Slightly Surreal Serendipity


Elizabeth Bluemle - March 13, 2018

‘My Pet Wants a Pet’ by Elise Broach, illus. by Eric Barclay (Henry Holt)


There are times when we wonder if the universe lends a hand in connecting books with just the right readers. Last week, I was looking at some new arrivals when I came upon a charming picture book I’d ordered months ago that just released on March 6. “Oh, this book is adorable!” I said, remembering it from my sales meeting. I flipped through the pages near a customer who was checking out at Laura’s register. I turned the book toward them and continued, “My Pet Wants a Petsuch a great premise!”
The customer whipped her head up from signing her credit card receipt and repeated, “‘My Pet Wants a Pet?!’ My granddaughter said that exact same sentence to me on the phone not two days ago. I have to have that book.” It hadn’t even hit the shelf before selling!

Sure, it was just a coincidence. But it’s a little wild that I happened to pick up that particular book from a stack of at least 20, flip through it (which I almost never have time to do during a busy day), and happen to comment on it out loud. That grandmother is certainly not the only Flying Pig customer who will love this book, but I would lay money on her being the only one whose five-year-old granddaughter said her pet wanted a pet that week.
If this were the only time coincidences happened at the bookstore, I wouldn’t suspect larger forces at work. But serendipity strikes all the time. We’ll be chatting with a customer, responding to, say, his request for adventure nonfiction, and suddenly we’ll veer off to the mystery section and pull out a thriller set in Latvia. And the customer will say, “Hey, great, that’s perfect! We’re going to Latvia in three weeks.” Or we’ll be in the middle of chatting with an aunt seeking Chelsea Handler for her twenty-something niece, and we’ll have an impulse to hand her Moritz Thomsen’s memoir, Living Poor: A Peace Corps Chronicle. The aunt will be a little startled. “How did you know my niece is joining the Peace Corps this summer? Tell me about this book!”
A few weeks ago, there were two customers in the store, strangers to me and to each other, and I said something about Rainn Wilson’s memoir, The Bassoon King, which I’d finally gotten around to reading after a year and a half of eyeing it on my shelf at home. Turns out, both customers play the bassoon. An inconsequential coincidence, I admit, but come on!
Then there was the time I met a bookseller at a conference, got to chatting with him about his new apartment in Provincetown, and asked him how he liked it. “My husband and I really enjoy it, but the one who loves it most is our dog.” He pulled out his wallet and showed me a picture. “Oh, Molly!” I said without thinking. The guy blanched. “Her name IS Molly,” he said. “How on earth…” And we both kind of left it there. I blogged about another one of these coincidences, involving my totally useless slightly psychic ability with names at the bookstore a while back.
It’s beyond weird how often this kind of thing happens, especially with customers. Maybe coincidences are all around us, and we only pay attention to them when they’re particularly surprising. Maybe bookstores, because they contain so many worlds within worlds, attract people with worlds of experiences, making coincidences that much more likely. Whatever the reason, I suspect my colleagues across the country have their own tales of bizarre and timely collisions between bookseller, reader, and book. Want to share yours?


Task description → Report every line of the records that contains the word "feel".
(The input Opens)
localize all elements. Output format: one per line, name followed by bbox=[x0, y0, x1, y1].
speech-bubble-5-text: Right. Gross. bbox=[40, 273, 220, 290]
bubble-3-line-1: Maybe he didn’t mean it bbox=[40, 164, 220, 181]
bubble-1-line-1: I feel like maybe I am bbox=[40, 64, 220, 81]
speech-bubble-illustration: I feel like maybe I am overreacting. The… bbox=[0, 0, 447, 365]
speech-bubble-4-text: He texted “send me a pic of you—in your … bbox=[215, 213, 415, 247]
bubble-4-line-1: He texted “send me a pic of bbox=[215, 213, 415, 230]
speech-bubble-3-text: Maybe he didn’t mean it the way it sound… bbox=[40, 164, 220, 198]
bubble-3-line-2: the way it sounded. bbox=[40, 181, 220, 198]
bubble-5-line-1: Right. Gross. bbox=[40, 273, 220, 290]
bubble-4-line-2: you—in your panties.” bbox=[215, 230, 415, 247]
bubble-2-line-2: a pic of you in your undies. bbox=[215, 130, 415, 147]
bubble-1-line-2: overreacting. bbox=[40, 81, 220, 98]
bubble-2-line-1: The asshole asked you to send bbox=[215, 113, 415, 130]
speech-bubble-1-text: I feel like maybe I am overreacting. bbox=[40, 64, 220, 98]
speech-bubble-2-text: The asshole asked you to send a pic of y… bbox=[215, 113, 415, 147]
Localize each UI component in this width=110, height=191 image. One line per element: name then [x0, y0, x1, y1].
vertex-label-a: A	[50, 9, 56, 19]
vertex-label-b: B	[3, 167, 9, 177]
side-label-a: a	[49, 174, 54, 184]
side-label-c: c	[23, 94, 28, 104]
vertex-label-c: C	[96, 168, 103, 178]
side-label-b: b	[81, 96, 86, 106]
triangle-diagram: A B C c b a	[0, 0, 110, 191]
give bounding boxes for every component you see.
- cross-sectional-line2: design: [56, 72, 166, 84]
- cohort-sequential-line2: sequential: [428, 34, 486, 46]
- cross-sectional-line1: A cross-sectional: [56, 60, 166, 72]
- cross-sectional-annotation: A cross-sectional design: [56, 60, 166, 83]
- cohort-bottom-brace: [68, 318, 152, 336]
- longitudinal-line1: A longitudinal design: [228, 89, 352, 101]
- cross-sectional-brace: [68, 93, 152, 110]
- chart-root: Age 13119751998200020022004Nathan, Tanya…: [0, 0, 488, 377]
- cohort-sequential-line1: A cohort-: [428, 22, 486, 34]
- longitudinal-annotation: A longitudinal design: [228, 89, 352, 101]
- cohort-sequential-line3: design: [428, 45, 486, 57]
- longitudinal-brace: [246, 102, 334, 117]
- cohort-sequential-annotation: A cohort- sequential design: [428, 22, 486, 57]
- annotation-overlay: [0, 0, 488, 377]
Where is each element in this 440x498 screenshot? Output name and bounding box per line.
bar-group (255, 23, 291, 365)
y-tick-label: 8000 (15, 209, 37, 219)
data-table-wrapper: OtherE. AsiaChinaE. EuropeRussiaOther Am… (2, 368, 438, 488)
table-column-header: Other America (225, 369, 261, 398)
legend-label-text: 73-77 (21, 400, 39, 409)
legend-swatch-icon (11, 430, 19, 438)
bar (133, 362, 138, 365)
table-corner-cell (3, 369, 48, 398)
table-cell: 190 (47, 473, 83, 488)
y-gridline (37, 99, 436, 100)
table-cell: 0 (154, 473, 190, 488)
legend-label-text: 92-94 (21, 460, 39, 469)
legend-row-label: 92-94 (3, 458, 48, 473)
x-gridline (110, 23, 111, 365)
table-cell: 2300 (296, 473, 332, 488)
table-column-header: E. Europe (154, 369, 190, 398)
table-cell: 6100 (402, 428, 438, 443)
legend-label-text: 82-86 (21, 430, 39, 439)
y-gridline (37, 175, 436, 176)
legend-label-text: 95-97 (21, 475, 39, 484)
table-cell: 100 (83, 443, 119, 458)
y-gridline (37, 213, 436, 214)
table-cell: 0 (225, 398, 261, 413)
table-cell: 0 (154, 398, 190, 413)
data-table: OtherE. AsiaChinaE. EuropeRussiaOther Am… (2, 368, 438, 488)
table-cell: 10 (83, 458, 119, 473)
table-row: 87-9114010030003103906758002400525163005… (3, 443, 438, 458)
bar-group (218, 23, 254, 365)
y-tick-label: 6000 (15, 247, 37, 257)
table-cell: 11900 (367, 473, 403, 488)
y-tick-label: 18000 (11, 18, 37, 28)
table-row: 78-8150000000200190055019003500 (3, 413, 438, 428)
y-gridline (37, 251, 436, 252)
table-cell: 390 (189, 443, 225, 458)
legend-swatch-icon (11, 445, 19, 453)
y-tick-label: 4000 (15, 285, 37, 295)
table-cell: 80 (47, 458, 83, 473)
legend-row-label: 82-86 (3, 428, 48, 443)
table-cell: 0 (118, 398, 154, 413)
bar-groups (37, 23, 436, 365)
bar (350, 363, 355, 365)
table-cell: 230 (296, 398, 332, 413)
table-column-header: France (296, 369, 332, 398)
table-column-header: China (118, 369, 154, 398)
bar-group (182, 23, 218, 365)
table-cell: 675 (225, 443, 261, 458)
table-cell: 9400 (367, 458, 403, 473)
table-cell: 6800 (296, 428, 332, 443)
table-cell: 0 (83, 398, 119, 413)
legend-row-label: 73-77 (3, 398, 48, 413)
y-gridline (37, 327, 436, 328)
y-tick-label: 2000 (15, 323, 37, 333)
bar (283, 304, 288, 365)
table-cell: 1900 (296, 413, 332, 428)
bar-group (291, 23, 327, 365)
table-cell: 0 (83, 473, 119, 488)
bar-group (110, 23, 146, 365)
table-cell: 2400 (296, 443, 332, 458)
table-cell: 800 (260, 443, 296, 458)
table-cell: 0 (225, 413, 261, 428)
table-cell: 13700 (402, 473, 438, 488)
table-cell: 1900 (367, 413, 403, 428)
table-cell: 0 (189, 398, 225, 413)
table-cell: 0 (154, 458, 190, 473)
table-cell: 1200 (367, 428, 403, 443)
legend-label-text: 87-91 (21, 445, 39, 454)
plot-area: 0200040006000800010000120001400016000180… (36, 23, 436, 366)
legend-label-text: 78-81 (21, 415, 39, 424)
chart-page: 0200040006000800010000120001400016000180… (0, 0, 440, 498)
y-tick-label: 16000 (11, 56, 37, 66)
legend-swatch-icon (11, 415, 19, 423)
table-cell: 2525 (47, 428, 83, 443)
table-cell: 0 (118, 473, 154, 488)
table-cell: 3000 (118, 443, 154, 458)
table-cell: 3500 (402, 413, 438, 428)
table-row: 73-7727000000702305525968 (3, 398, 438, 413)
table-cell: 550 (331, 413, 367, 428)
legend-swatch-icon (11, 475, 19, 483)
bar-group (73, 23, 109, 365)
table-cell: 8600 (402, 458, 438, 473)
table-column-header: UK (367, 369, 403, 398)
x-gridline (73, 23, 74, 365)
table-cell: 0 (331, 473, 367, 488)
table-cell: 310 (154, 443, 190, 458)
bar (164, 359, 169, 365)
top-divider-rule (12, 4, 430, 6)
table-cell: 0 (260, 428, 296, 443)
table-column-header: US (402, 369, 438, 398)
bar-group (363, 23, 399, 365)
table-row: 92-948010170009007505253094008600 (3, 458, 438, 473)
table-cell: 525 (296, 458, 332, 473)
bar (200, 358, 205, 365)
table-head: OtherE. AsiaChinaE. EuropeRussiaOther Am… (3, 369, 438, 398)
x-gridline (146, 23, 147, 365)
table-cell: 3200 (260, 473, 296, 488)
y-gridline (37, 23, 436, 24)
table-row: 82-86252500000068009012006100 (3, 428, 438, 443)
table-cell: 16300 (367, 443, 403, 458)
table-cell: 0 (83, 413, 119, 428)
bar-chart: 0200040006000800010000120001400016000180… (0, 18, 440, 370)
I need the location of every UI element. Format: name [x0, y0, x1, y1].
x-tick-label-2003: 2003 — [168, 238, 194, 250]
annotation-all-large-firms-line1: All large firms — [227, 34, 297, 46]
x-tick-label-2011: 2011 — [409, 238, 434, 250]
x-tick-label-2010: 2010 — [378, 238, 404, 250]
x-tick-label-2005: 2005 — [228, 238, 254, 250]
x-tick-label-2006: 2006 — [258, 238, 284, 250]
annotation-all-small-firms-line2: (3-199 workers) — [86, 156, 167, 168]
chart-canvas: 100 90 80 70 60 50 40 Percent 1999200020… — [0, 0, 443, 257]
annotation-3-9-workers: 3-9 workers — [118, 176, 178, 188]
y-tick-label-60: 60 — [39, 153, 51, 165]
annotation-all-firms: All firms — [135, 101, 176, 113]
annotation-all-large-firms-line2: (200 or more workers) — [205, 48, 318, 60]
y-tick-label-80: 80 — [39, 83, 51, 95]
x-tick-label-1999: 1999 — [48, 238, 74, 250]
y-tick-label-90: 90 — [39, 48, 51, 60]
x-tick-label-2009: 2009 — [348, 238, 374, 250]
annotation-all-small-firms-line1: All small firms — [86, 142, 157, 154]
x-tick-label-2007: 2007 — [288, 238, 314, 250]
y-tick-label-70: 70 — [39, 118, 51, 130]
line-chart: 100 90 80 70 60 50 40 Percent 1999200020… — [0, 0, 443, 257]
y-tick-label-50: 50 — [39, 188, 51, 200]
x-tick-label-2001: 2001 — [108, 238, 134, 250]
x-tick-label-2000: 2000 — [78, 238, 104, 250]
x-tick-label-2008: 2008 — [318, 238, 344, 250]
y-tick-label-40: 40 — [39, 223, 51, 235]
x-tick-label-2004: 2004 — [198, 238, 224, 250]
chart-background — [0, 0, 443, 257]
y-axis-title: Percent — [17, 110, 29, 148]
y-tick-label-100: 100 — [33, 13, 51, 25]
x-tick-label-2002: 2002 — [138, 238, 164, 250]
(The input Closes)
Expected answer →
bubble-1-line-1: I feel like maybe I am bbox=[40, 64, 220, 81]
speech-bubble-illustration: I feel like maybe I am overreacting. The… bbox=[0, 0, 447, 365]
speech-bubble-1-text: I feel like maybe I am overreacting. bbox=[40, 64, 220, 98]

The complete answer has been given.